Comuna 13 Walking Tour, Medellín
Ride the outdoor escalators through hillside graffiti and hear from guides who lived through the neighborhood's transformation.
Photo by Josseph Downs on Unsplash
Coffee dries on patios in the Zona Cafetera while salsa horns rattle the windows of Cali's Barrio Obrero. Nine days in Colombia means moving between Andean peaks, Caribbean heat, and the smell of arepas crisping on street griddles before sunrise.
Junto AI builds your full itinerary around your dates, your group and the way you like to travel.
Ride the outdoor escalators through hillside graffiti and hear from guides who lived through the neighborhood's transformation.
Photo by Josseph Downs on Unsplash
Wander balconied colonial streets by day, then catch champeta dancers in Plaza de la Trinidad after dark.
Photo by Carlos Sarmiento on Unsplash
Hike past wax palms taller than ten-story buildings, then tour a working finca to taste single-origin coffee at the source.
Photo by Julian Florez on Unsplash
Cable-car up to 3,150 meters for city views, then eat ajiaco in the historic quarter near the Botero Museum.
Photo by Guillaume de Germain on Unsplash
Trek through coastal jungle to Cabo San Juan, where hammocks hang above a beach pinned between boulders and sea.
Photo by Levi Ari Pronk on Unsplash
Work through chicharrón, arepas de chócolo, buñuelos, and obleas across Medellín's Provenza and Mercado del Río.
Photo by Rizvi Rahman on Unsplash
Colombia stretches from Caribbean reef to Amazon basin to Andean cloud forest, and nine days forces you to pick a spine rather than chase the whole map. Most fast-paced itineraries thread three anchors: Bogotá or Medellín for city culture, the Zona Cafetera for green hills and coffee fincas, then Cartagena and the Caribbean coast to finish in the heat. Internal flights on Avianca and LATAM keep the math workable, usually under an hour between hubs.
Start in Medellín. The Metrocable up to Comuna 13 reframes what a city tour can be, and Provenza in El Poblado handles dinner with places like Carmen and El Cielo. From there, a short flight or scenic drive drops you into Pereira or Armenia for the coffee triangle. Base in Salento or Filandia, hike the Cocora Valley early before clouds swallow the wax palms, and book a finca visit at Don Elías or El Ocaso to follow a bean from cherry to cup.
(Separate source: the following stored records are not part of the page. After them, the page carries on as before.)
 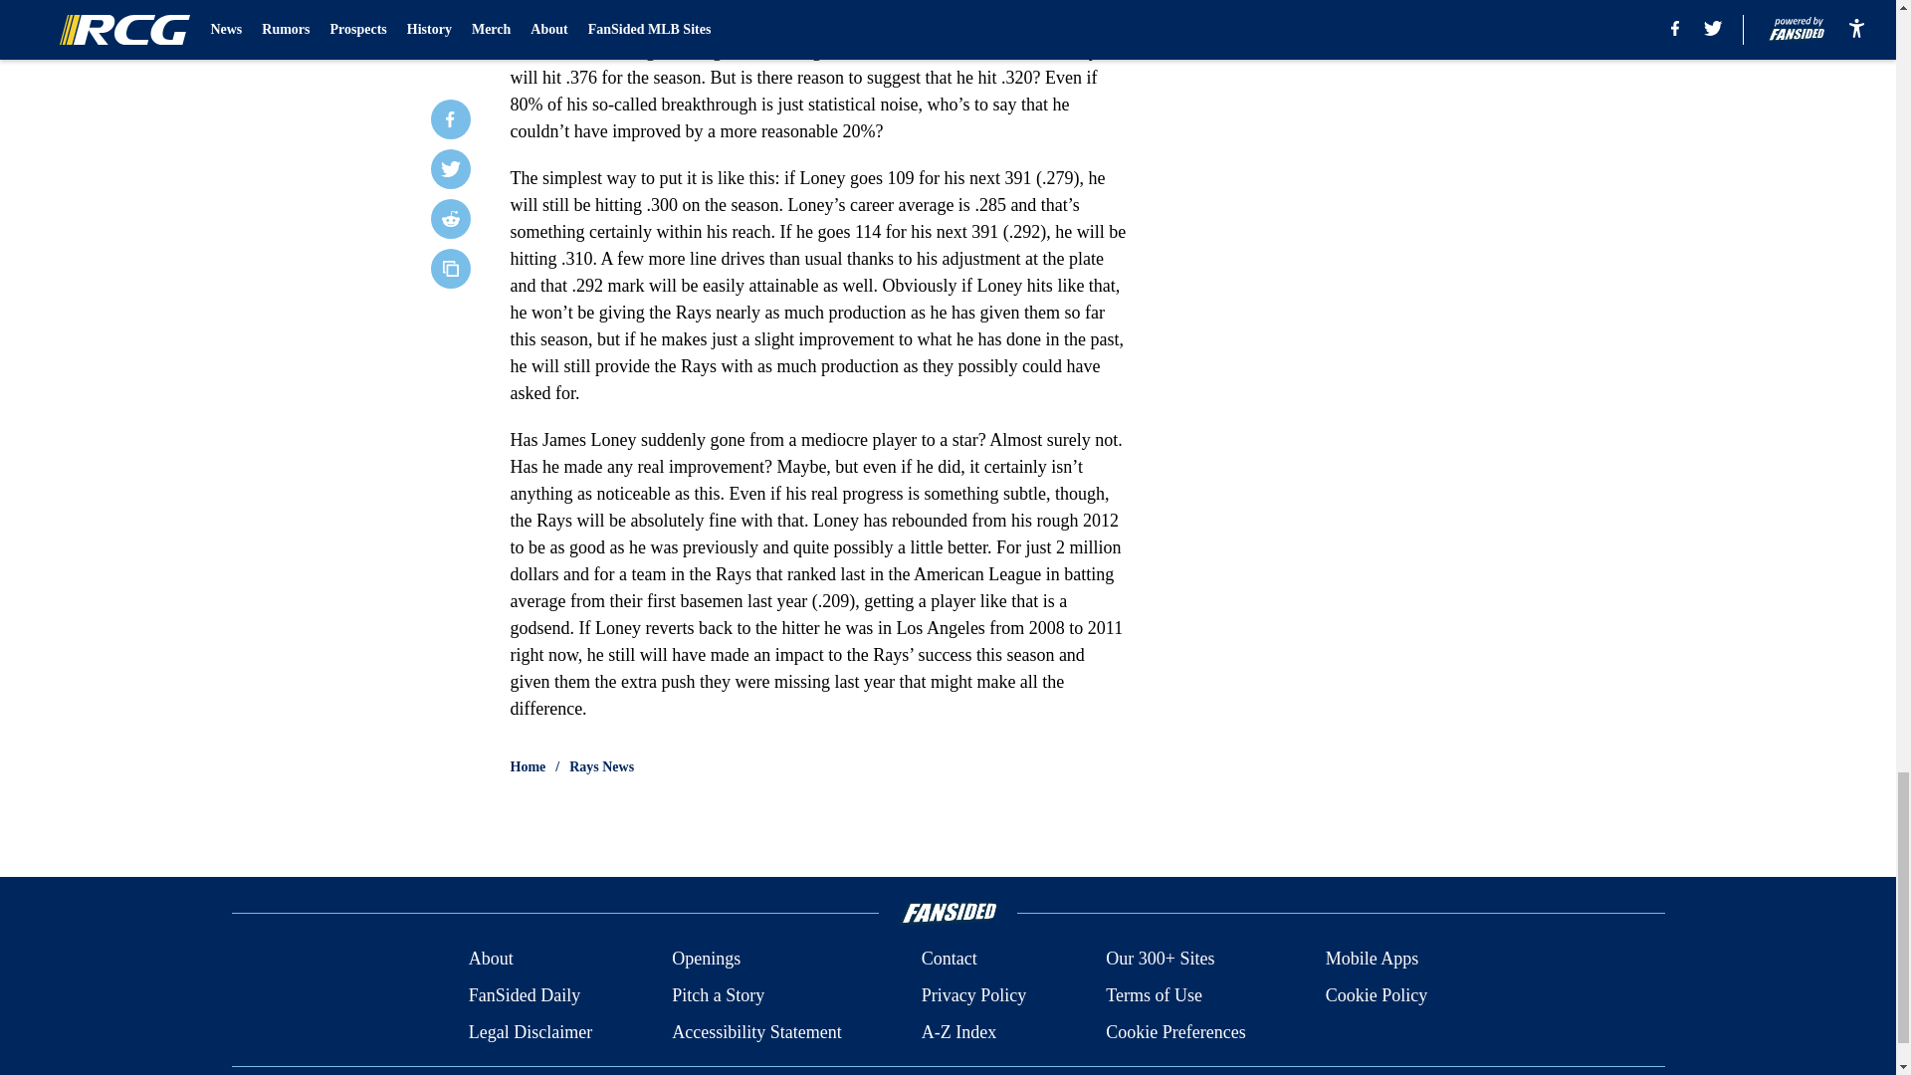 What do you see at coordinates (718, 995) in the screenshot?
I see `Pitch a Story` at bounding box center [718, 995].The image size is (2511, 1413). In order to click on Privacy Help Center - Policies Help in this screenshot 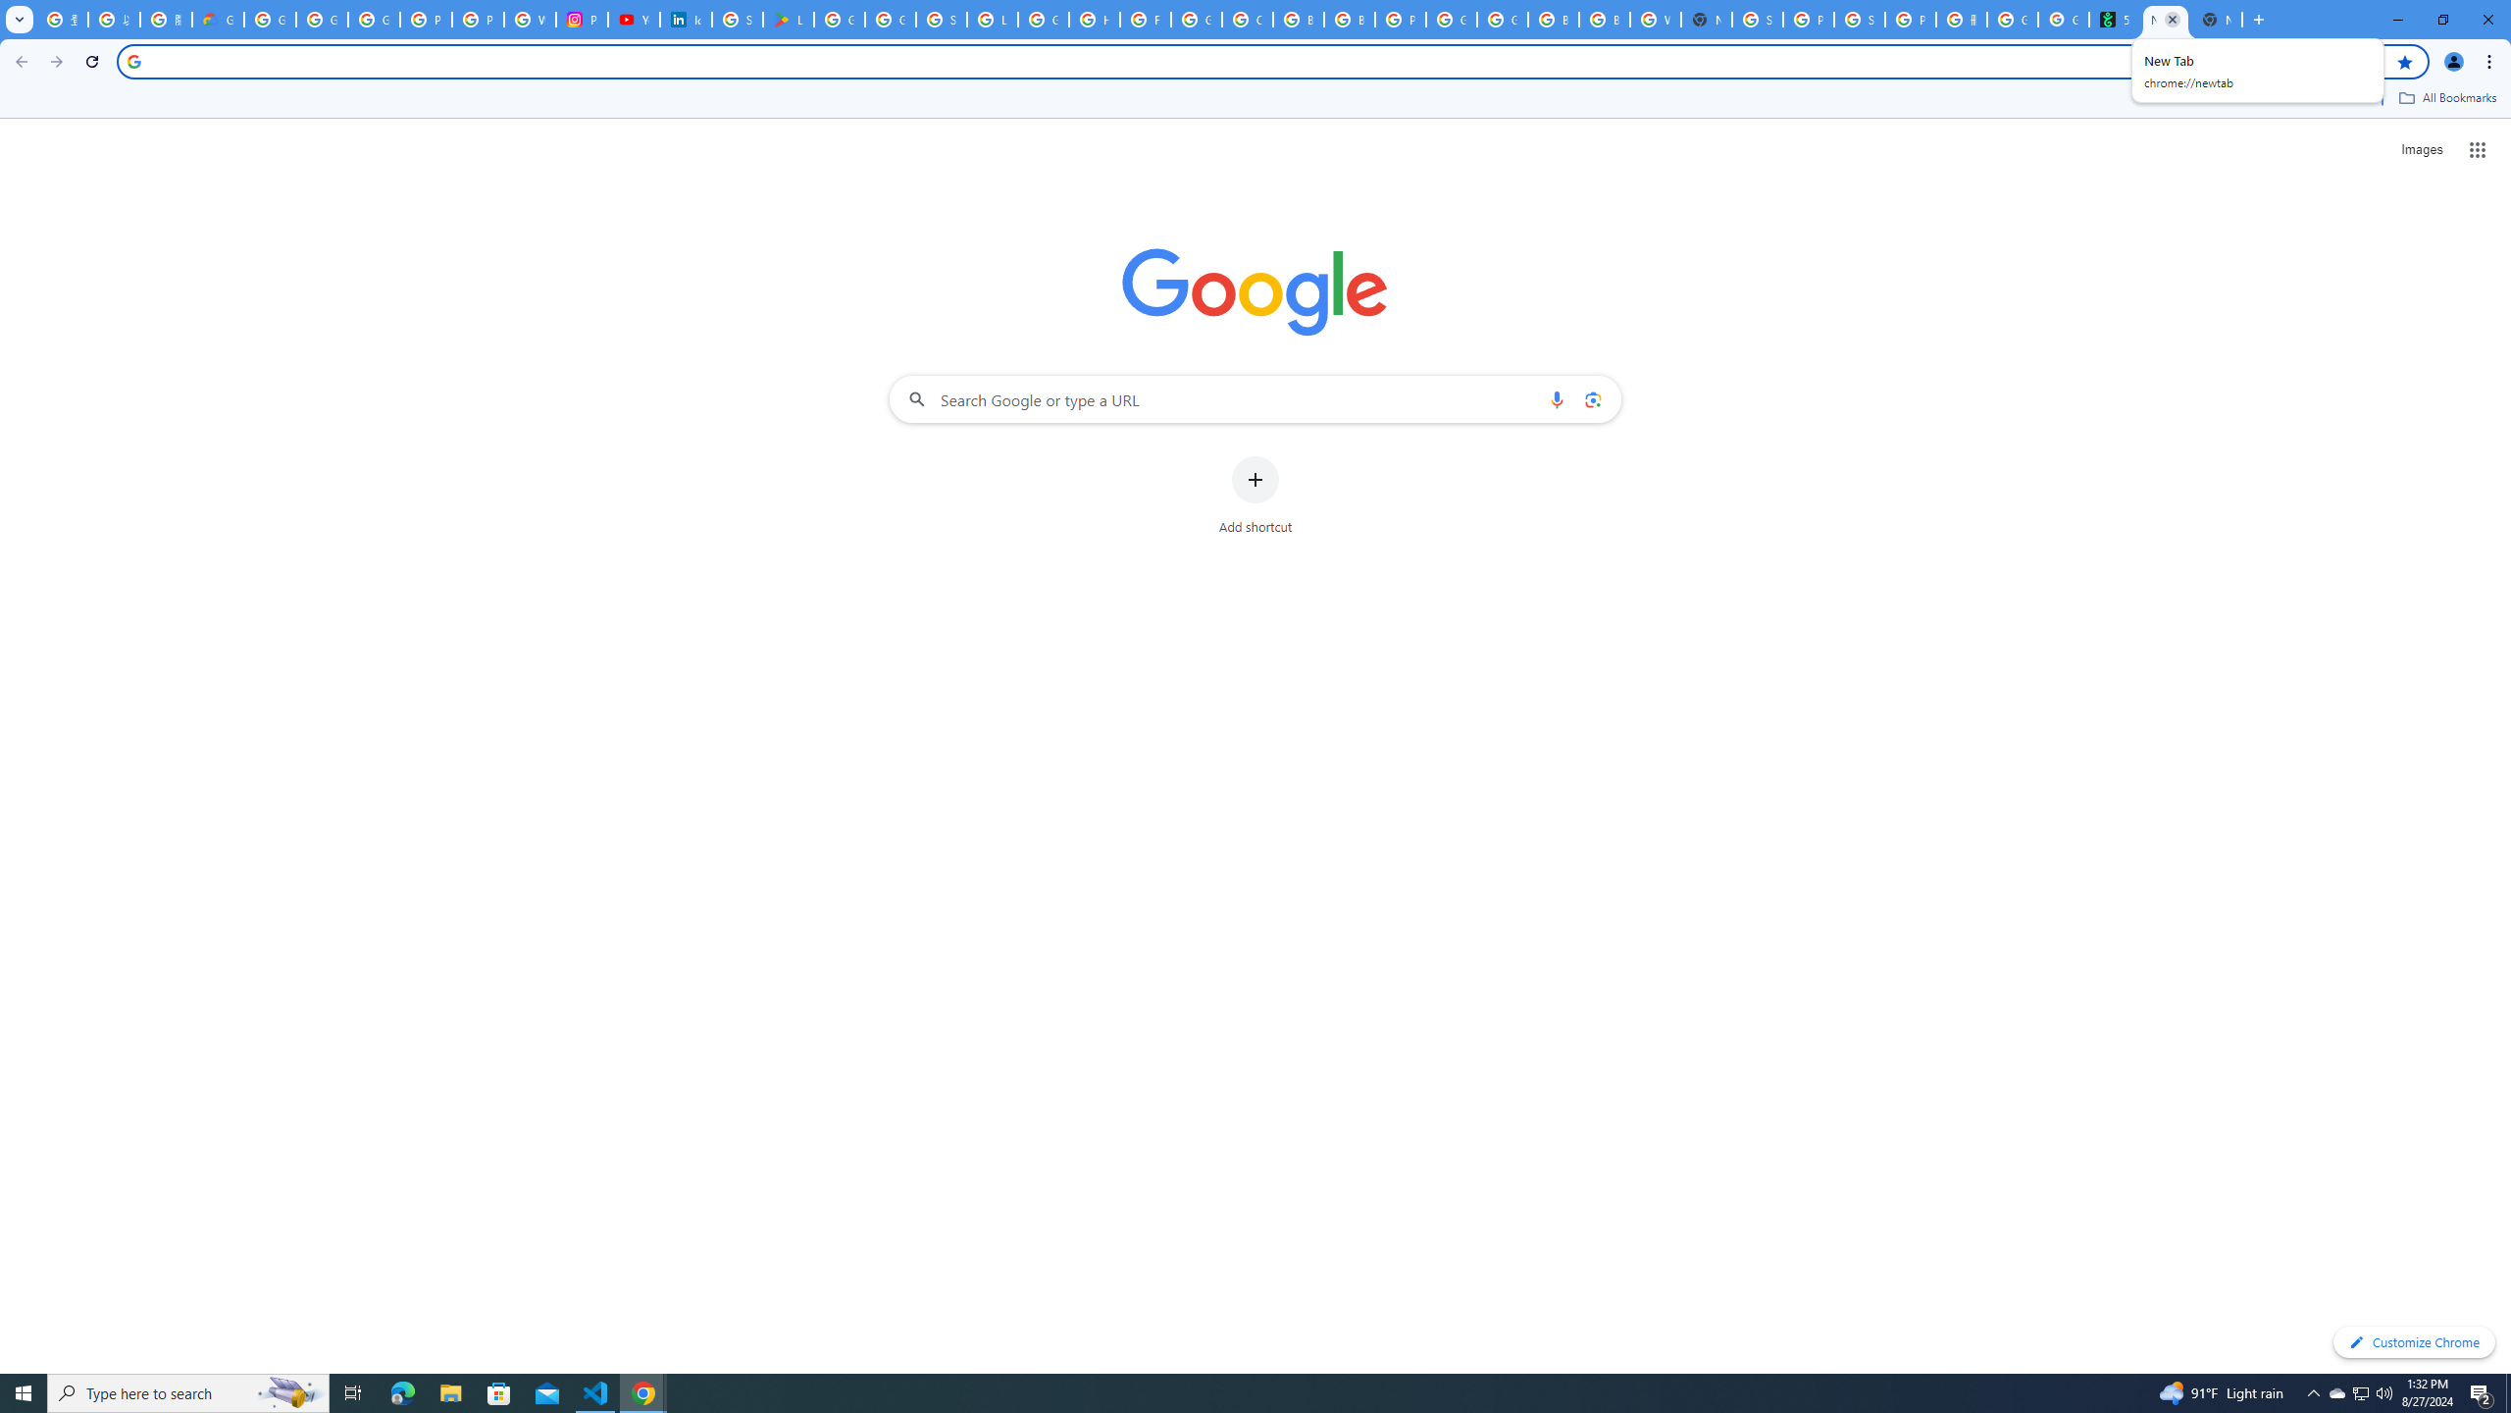, I will do `click(479, 20)`.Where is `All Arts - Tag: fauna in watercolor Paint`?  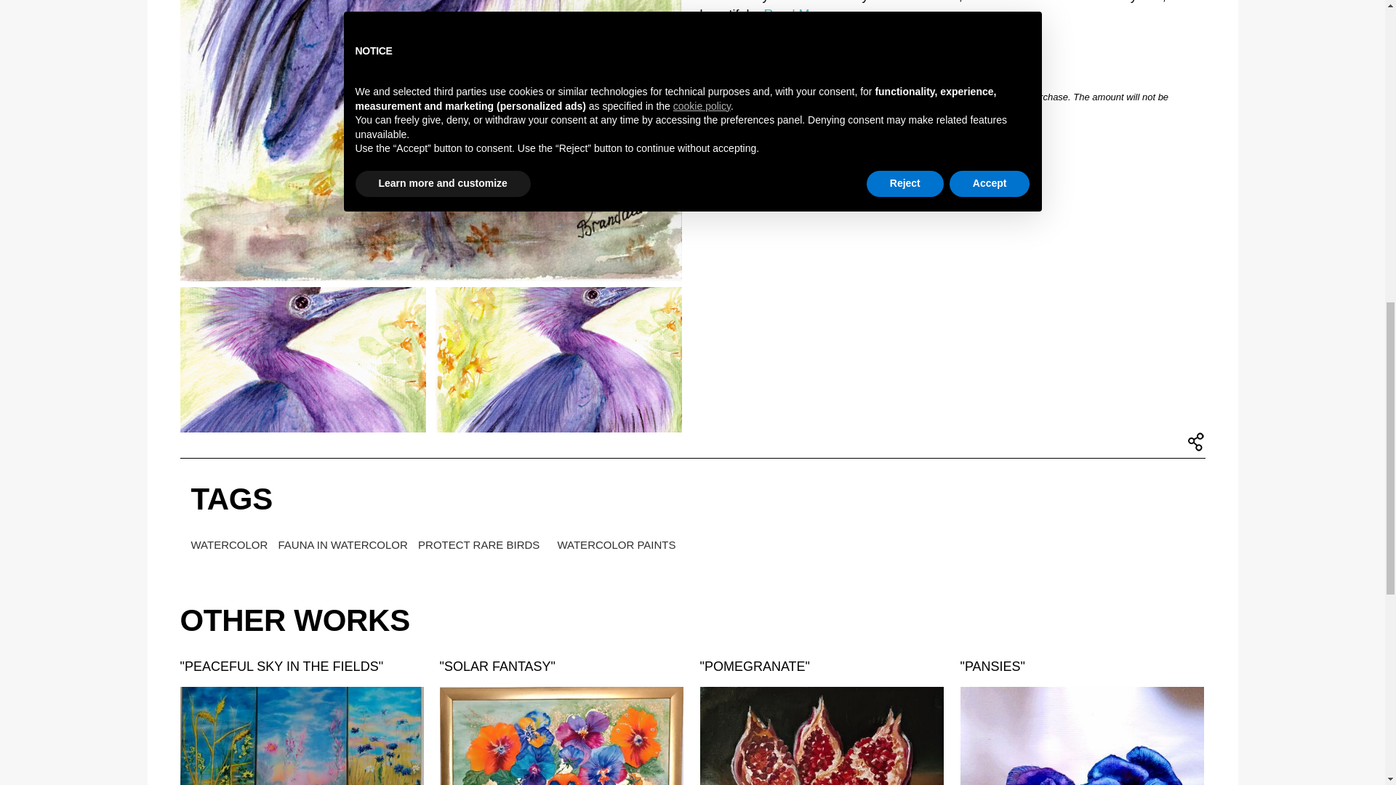
All Arts - Tag: fauna in watercolor Paint is located at coordinates (345, 545).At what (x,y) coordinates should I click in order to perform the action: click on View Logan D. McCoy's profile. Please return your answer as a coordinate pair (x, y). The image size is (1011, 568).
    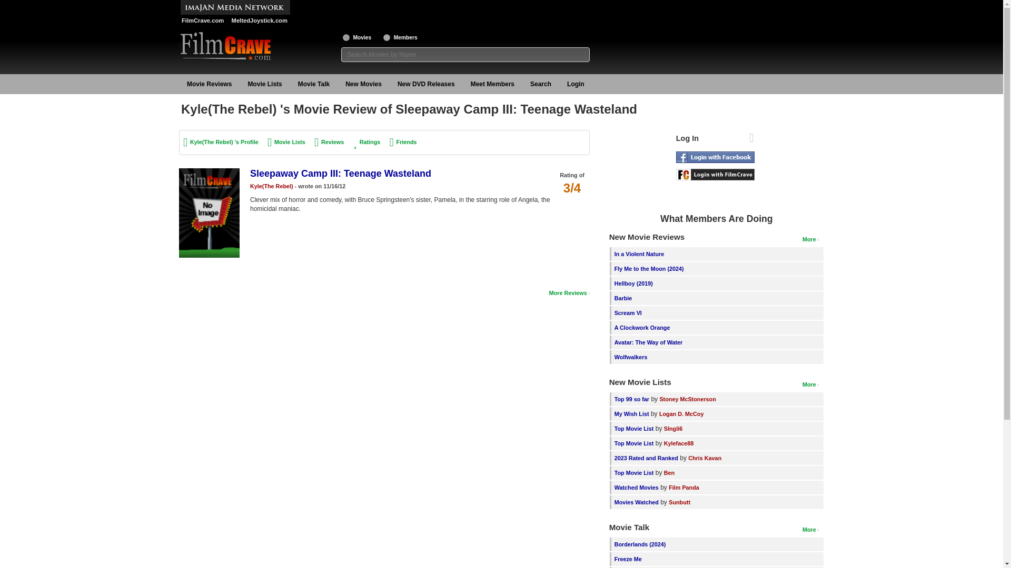
    Looking at the image, I should click on (681, 414).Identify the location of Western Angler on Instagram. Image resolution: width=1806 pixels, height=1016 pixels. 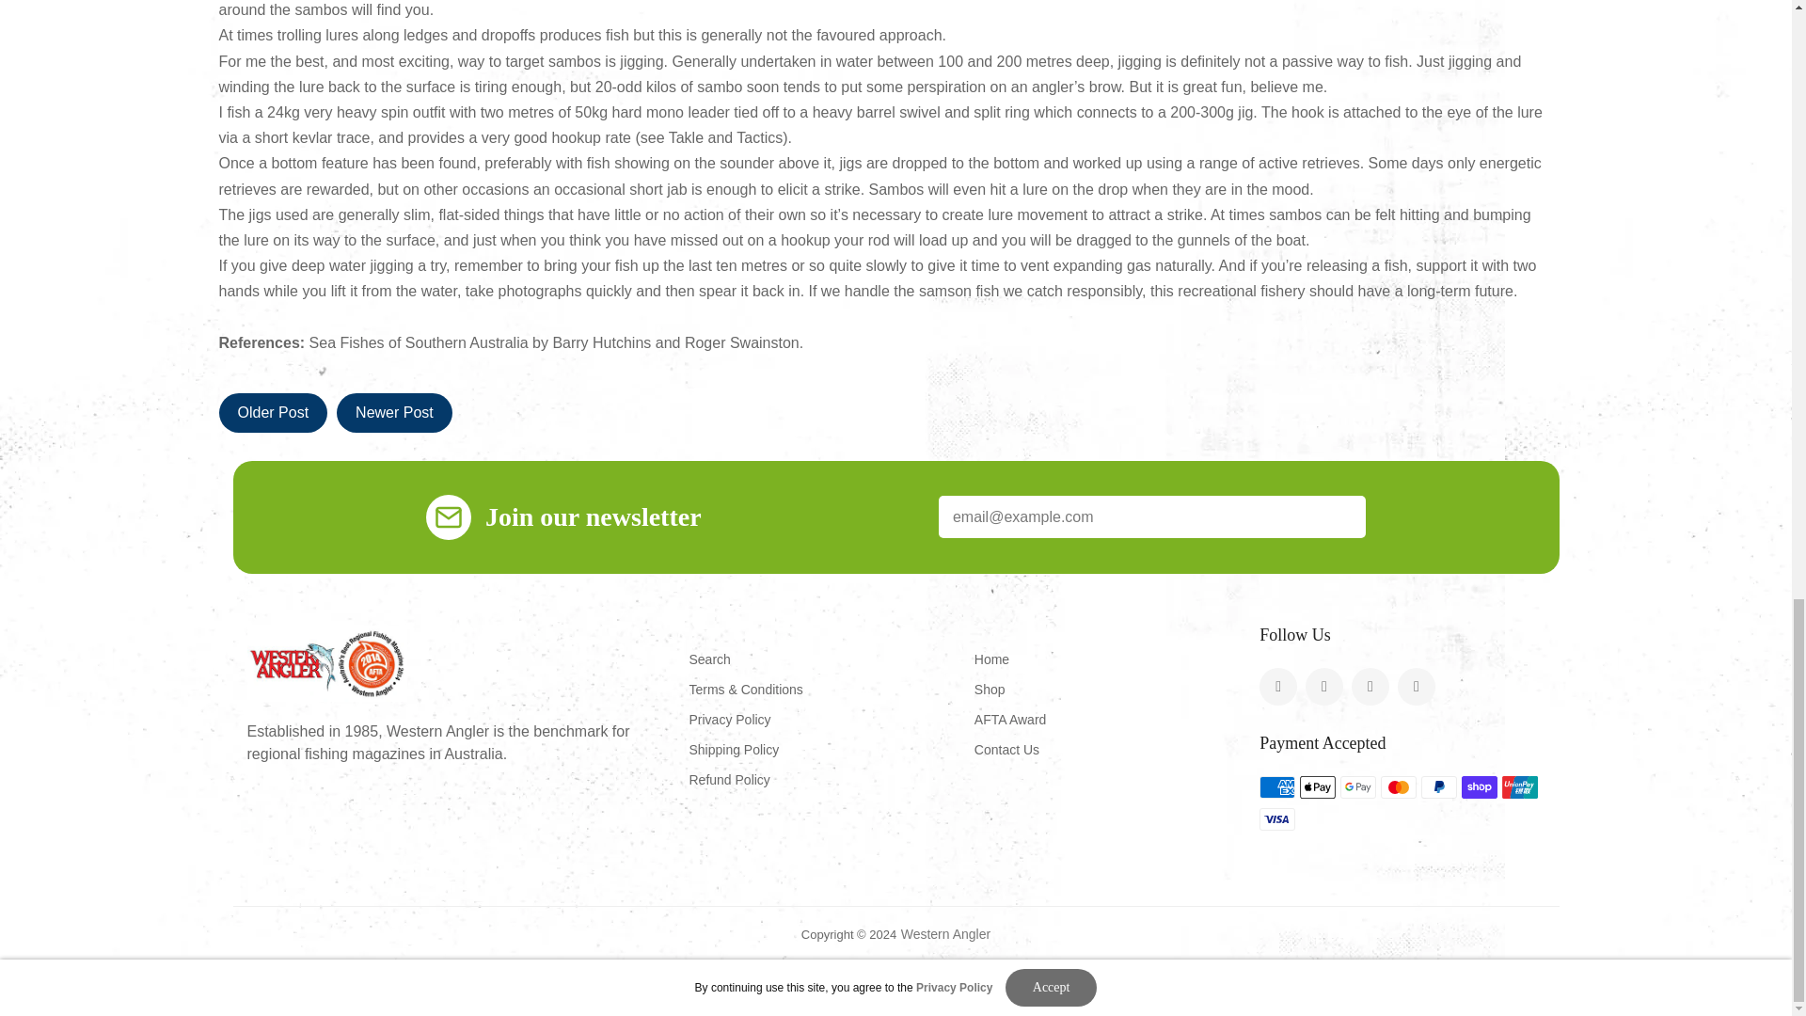
(1369, 686).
Cartagena handles the back half. Stay inside the walls or in Getsemaní, which has shed some of its grit but still hosts the best street art and the loudest plaza nights. Day-trip to the Rosario Islands by speedboat, or push north to Tayrona for jungle hiking and beach hammocks at Cabo San Juan. Skip Bogotá only if you must; one night for ajiaco in La Candelaria and the Gold Museum is worth the detour.
Mid-range hotels run 90 to 180 USD in tourist zones, less in the coffee region. Eat lunch at a menú del día for around 25,000 pesos. Go December through March for dry weather on the coast. Carry cash for fincas and small towns, and use Cabify or InDriver over hailed taxis in the bigger cities.